1 min

Hot Dogs For Breakfast Smirk Fiction

    • Comedy Fiction

Written By: Johnny Roque

Finding a family means a lot of love, but sometimes families fall apart. The moments that live tightly in our chest usually revolve around simple things like hotdogs. 

This episode is also available as a blog post: https://smirkfiction.wordpress.com/2022/01/03/hot-dogs-for-breakfast/



Spending quality dad time means the world to me. I see my kid every other weekend like most fathers. At first I felt a bit ashamed and embarrassed to not see my child every day of her life. I saw all the beginning stuff, her first steps, first words, and even her first bike ride, but now I only see her first thing on the weekend. I know her mother and I slowly started to resent one another over the years. Personally I dreamed of more kids, but I also wanted more alone time. She never spoke of kids the way I spoke of them, she spoke of them in a practical way.

I brought up kids one day and she never stopped talking about the bills that followed the shrieking cries. My points of cute one inch feet and chubby cheeks hit a brick wall of complaints about sore nipples and restless nights. Marriage to me only meant kids and a wife that made more kids. I love my ex-wife and I know she loves me, but looking down the timeline of our old age followed through the mapping of the wrinkles that started to branch out the sides of our eyes, we saw that they pointed to a different direction.

At night I sleep in a bed alone, even on the nights a girl stays over, those nights still feel alone. On the weekend though I pick up my daughter and we eat breakfast. That moment I see her and her mother it feels like a moment of family once again. Saturdays I always cook hotdogs. Sadly that meal, a meal in definition only, reminds me of the Saturdays I made breakfast while her mother slept in a bit longer. Now we eat hotdogs at the table in my single one bedroom apartment and talk about the activities we need to finish in the next day or two and I pretend, just pretend, that her mother needs a little more sleep in the next room.

Written By: Johnny Roque

Finding a family means a lot of love, but sometimes families fall apart. The moments that live tightly in our chest usually revolve around simple things like hotdogs. 

This episode is also available as a blog post: https://smirkfiction.wordpress.com/2022/01/03/hot-dogs-for-breakfast/



Spending quality dad time means the world to me. I see my kid every other weekend like most fathers. At first I felt a bit ashamed and embarrassed to not see my child every day of her life. I saw all the beginning stuff, her first steps, first words, and even her first bike ride, but now I only see her first thing on the weekend. I know her mother and I slowly started to resent one another over the years. Personally I dreamed of more kids, but I also wanted more alone time. She never spoke of kids the way I spoke of them, she spoke of them in a practical way.

I brought up kids one day and she never stopped talking about the bills that followed the shrieking cries. My points of cute one inch feet and chubby cheeks hit a brick wall of complaints about sore nipples and restless nights. Marriage to me only meant kids and a wife that made more kids. I love my ex-wife and I know she loves me, but looking down the timeline of our old age followed through the mapping of the wrinkles that started to branch out the sides of our eyes, we saw that they pointed to a different direction.

At night I sleep in a bed alone, even on the nights a girl stays over, those nights still feel alone. On the weekend though I pick up my daughter and we eat breakfast. That moment I see her and her mother it feels like a moment of family once again. Saturdays I always cook hotdogs. Sadly that meal, a meal in definition only, reminds me of the Saturdays I made breakfast while her mother slept in a bit longer. Now we eat hotdogs at the table in my single one bedroom apartment and talk about the activities we need to finish in the next day or two and I pretend, just pretend, that her mother needs a little more sleep in the next room.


Task prompt:
Using the listing below, set down each line from the line containing "Describe the element at coordinates (130, 273)" through the line containing "What do you see at coordinates (36, 126)", both ends included, exactly and with nothing added.

- - - - -

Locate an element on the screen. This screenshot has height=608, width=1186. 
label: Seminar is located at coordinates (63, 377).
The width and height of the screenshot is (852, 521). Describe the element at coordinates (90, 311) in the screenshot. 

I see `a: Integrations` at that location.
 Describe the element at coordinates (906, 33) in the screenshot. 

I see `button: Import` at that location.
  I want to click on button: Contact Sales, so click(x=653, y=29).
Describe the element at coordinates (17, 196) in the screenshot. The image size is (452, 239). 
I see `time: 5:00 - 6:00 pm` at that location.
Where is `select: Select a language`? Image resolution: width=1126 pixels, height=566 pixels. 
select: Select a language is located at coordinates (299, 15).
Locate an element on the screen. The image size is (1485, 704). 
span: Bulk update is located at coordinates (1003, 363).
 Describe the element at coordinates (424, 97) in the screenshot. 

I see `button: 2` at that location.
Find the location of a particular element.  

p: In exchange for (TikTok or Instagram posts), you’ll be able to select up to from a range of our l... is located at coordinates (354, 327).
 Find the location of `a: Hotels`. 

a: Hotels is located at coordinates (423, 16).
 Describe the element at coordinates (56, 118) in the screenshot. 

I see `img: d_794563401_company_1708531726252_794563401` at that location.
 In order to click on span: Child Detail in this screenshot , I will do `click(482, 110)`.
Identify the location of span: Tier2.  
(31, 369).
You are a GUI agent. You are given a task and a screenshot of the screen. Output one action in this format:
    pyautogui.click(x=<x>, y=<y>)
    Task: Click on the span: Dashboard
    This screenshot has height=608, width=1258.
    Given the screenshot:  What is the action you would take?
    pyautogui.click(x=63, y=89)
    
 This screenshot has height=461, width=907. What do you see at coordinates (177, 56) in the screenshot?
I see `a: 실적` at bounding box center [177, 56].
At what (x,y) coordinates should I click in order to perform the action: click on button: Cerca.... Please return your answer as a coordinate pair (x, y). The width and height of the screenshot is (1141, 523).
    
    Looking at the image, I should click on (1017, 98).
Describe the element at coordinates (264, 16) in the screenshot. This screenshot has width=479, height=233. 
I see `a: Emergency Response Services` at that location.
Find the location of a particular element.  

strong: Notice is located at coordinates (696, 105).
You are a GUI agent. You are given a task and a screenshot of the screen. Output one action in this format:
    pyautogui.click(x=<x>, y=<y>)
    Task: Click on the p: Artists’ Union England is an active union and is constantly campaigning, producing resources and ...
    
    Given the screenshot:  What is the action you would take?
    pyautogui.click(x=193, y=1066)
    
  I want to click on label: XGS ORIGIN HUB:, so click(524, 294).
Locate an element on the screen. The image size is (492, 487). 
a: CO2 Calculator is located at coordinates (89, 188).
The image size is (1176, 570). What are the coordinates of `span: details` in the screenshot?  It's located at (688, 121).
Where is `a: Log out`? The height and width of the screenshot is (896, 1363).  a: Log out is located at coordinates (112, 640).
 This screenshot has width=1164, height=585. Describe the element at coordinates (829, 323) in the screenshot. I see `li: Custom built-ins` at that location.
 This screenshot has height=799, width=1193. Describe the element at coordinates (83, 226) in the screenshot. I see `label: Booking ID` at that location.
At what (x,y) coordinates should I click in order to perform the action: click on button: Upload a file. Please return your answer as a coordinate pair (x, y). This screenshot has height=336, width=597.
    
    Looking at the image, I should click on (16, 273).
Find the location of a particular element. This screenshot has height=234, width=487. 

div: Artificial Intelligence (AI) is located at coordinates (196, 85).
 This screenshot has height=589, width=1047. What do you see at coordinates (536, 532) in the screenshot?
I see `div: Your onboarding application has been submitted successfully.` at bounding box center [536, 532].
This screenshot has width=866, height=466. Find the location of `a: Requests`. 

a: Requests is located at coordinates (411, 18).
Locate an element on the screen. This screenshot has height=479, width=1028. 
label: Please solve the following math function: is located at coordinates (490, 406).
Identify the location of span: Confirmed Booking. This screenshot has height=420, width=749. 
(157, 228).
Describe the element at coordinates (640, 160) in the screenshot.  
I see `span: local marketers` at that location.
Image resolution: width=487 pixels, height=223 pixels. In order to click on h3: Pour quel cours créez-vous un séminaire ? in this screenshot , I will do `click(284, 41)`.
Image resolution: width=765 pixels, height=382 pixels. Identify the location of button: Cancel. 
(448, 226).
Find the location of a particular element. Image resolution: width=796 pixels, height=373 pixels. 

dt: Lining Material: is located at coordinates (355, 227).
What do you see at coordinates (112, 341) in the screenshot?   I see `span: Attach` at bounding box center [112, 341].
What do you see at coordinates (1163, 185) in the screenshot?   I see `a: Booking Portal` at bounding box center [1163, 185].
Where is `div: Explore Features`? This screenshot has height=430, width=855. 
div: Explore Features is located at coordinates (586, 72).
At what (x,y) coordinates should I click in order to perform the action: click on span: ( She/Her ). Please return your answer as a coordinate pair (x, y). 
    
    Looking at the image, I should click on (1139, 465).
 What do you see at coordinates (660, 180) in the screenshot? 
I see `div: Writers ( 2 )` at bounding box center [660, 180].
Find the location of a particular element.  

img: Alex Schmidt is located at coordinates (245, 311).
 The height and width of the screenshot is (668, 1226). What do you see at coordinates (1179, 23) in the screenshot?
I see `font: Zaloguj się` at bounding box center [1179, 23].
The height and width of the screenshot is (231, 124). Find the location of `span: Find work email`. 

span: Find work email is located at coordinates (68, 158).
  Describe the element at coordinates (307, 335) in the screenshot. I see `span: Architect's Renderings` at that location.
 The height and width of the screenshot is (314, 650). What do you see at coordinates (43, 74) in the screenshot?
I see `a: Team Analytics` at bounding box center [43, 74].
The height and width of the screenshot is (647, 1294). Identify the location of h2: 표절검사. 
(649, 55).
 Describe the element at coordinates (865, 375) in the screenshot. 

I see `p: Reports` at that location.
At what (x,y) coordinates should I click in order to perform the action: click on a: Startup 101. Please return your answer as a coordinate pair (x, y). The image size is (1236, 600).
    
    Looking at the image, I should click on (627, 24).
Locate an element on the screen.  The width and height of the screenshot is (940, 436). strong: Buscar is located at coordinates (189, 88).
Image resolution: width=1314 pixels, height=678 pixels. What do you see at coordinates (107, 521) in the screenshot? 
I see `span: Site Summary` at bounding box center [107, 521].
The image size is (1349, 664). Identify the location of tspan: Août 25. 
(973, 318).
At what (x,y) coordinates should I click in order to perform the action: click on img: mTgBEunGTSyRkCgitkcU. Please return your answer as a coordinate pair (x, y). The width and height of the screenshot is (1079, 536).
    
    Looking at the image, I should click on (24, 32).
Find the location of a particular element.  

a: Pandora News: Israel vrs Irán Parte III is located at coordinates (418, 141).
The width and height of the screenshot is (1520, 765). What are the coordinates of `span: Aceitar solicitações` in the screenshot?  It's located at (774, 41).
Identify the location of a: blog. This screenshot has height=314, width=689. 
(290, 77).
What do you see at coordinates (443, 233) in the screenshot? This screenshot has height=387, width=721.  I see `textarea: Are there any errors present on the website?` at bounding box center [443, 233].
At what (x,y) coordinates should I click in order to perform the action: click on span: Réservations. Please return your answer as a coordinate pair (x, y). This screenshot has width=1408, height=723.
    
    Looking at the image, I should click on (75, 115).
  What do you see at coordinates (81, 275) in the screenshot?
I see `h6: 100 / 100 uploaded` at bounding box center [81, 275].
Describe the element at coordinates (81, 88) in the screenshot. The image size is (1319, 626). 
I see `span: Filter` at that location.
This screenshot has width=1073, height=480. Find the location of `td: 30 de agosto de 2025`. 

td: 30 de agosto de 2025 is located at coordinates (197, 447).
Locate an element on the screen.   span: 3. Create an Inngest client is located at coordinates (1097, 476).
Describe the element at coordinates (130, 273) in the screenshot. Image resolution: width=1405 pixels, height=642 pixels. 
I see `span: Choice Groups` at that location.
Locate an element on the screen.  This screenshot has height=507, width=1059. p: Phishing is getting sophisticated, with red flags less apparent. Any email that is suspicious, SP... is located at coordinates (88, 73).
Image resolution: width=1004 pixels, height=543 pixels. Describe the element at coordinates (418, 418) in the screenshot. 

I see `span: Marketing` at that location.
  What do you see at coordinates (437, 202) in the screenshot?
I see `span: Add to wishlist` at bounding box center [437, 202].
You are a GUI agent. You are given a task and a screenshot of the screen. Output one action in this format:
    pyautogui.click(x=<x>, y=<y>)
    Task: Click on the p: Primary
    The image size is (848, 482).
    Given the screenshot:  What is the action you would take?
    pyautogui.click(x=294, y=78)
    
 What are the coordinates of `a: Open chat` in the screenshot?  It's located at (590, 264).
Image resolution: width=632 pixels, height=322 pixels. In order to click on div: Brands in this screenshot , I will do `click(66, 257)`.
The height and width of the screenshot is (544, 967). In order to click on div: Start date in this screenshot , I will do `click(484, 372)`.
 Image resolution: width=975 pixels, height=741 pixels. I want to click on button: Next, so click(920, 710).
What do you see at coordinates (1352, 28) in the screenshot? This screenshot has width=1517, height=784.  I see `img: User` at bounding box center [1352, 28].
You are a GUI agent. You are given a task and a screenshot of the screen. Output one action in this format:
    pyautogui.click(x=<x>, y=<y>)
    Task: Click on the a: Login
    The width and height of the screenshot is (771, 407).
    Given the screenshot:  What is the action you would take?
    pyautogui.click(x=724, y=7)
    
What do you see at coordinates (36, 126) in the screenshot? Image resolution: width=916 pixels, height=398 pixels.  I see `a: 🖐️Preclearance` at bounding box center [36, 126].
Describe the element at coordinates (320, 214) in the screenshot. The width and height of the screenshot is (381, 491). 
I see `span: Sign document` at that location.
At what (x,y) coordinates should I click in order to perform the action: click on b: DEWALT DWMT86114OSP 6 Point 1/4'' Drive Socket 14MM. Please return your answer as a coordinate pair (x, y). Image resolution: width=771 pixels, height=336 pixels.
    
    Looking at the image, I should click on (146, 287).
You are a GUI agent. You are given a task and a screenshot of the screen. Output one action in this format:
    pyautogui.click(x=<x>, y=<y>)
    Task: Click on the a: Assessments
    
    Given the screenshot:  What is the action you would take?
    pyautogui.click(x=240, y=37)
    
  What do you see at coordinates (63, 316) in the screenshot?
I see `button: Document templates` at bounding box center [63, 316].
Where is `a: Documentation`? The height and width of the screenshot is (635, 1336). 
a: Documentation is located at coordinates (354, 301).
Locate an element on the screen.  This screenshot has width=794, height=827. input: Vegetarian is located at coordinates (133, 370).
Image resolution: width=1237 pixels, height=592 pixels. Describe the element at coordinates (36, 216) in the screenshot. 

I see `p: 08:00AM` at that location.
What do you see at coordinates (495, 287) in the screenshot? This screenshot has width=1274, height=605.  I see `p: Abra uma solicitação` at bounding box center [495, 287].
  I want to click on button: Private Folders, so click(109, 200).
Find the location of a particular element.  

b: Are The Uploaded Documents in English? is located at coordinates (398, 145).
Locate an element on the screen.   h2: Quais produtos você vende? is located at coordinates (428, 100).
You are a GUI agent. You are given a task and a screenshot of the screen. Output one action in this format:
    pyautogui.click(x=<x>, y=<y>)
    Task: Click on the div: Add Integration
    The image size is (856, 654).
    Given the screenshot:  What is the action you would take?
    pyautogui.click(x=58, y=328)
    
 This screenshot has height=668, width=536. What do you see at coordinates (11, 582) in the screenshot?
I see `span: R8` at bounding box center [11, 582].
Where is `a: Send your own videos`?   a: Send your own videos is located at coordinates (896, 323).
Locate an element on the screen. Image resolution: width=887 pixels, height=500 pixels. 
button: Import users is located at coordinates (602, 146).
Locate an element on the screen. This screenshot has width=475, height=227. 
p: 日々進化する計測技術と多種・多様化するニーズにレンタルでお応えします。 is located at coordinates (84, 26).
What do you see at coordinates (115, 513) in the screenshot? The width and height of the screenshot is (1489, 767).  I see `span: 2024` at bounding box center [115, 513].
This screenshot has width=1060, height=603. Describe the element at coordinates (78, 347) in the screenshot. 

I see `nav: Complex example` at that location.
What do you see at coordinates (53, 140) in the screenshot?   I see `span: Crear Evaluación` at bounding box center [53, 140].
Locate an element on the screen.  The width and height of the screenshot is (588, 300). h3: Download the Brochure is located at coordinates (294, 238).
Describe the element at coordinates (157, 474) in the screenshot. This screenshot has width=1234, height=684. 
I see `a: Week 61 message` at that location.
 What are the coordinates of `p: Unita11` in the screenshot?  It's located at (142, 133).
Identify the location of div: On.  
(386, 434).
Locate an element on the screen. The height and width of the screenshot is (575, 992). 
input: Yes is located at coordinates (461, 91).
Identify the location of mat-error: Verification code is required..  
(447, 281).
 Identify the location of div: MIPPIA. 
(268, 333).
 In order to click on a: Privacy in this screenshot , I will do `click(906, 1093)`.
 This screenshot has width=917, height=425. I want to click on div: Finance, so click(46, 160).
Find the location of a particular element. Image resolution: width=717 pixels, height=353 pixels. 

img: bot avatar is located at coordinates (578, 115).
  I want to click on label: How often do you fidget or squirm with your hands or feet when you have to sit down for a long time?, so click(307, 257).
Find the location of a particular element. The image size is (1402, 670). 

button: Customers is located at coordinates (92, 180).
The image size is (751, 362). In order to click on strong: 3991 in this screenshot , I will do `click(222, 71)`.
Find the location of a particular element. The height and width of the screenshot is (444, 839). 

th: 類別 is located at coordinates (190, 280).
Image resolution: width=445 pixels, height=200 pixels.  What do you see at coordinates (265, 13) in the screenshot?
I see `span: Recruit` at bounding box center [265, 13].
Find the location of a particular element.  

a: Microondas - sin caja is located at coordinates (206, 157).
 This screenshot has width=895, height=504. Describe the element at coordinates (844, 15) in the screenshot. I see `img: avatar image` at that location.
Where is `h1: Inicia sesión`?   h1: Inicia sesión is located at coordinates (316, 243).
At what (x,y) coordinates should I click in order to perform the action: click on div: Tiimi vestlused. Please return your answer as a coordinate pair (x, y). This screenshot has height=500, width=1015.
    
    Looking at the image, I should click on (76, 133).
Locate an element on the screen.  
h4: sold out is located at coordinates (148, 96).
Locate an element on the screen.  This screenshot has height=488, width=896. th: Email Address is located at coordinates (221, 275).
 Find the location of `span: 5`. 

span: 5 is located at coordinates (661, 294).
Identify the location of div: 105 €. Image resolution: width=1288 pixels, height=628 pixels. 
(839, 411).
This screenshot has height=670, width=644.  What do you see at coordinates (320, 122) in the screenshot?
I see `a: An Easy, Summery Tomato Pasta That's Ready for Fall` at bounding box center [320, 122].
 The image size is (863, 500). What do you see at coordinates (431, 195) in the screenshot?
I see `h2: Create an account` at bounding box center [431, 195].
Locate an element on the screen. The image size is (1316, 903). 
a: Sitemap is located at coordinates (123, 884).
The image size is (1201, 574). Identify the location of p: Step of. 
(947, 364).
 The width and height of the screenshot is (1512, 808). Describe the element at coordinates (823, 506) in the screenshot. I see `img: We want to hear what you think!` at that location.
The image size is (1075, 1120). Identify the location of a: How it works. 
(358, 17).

- - - - -

Output for this exercise:
Describe the element at coordinates (130, 273) in the screenshot. Image resolution: width=1405 pixels, height=642 pixels. 
I see `span: Choice Groups` at that location.
Locate an element on the screen.  This screenshot has height=507, width=1059. p: Phishing is getting sophisticated, with red flags less apparent. Any email that is suspicious, SP... is located at coordinates (88, 73).
Image resolution: width=1004 pixels, height=543 pixels. Describe the element at coordinates (418, 418) in the screenshot. 

I see `span: Marketing` at that location.
  What do you see at coordinates (437, 202) in the screenshot?
I see `span: Add to wishlist` at bounding box center [437, 202].
You are a GUI agent. You are given a task and a screenshot of the screen. Output one action in this format:
    pyautogui.click(x=<x>, y=<y>)
    Task: Click on the p: Primary
    The image size is (848, 482).
    Given the screenshot:  What is the action you would take?
    pyautogui.click(x=294, y=78)
    
 What are the coordinates of `a: Open chat` in the screenshot?  It's located at (590, 264).
Image resolution: width=632 pixels, height=322 pixels. In order to click on div: Brands in this screenshot , I will do `click(66, 257)`.
The height and width of the screenshot is (544, 967). In order to click on div: Start date in this screenshot , I will do `click(484, 372)`.
 Image resolution: width=975 pixels, height=741 pixels. I want to click on button: Next, so click(920, 710).
What do you see at coordinates (1352, 28) in the screenshot? This screenshot has width=1517, height=784.  I see `img: User` at bounding box center [1352, 28].
You are a GUI agent. You are given a task and a screenshot of the screen. Output one action in this format:
    pyautogui.click(x=<x>, y=<y>)
    Task: Click on the a: Login
    The width and height of the screenshot is (771, 407).
    Given the screenshot:  What is the action you would take?
    pyautogui.click(x=724, y=7)
    
What do you see at coordinates (36, 126) in the screenshot? Image resolution: width=916 pixels, height=398 pixels.  I see `a: 🖐️Preclearance` at bounding box center [36, 126].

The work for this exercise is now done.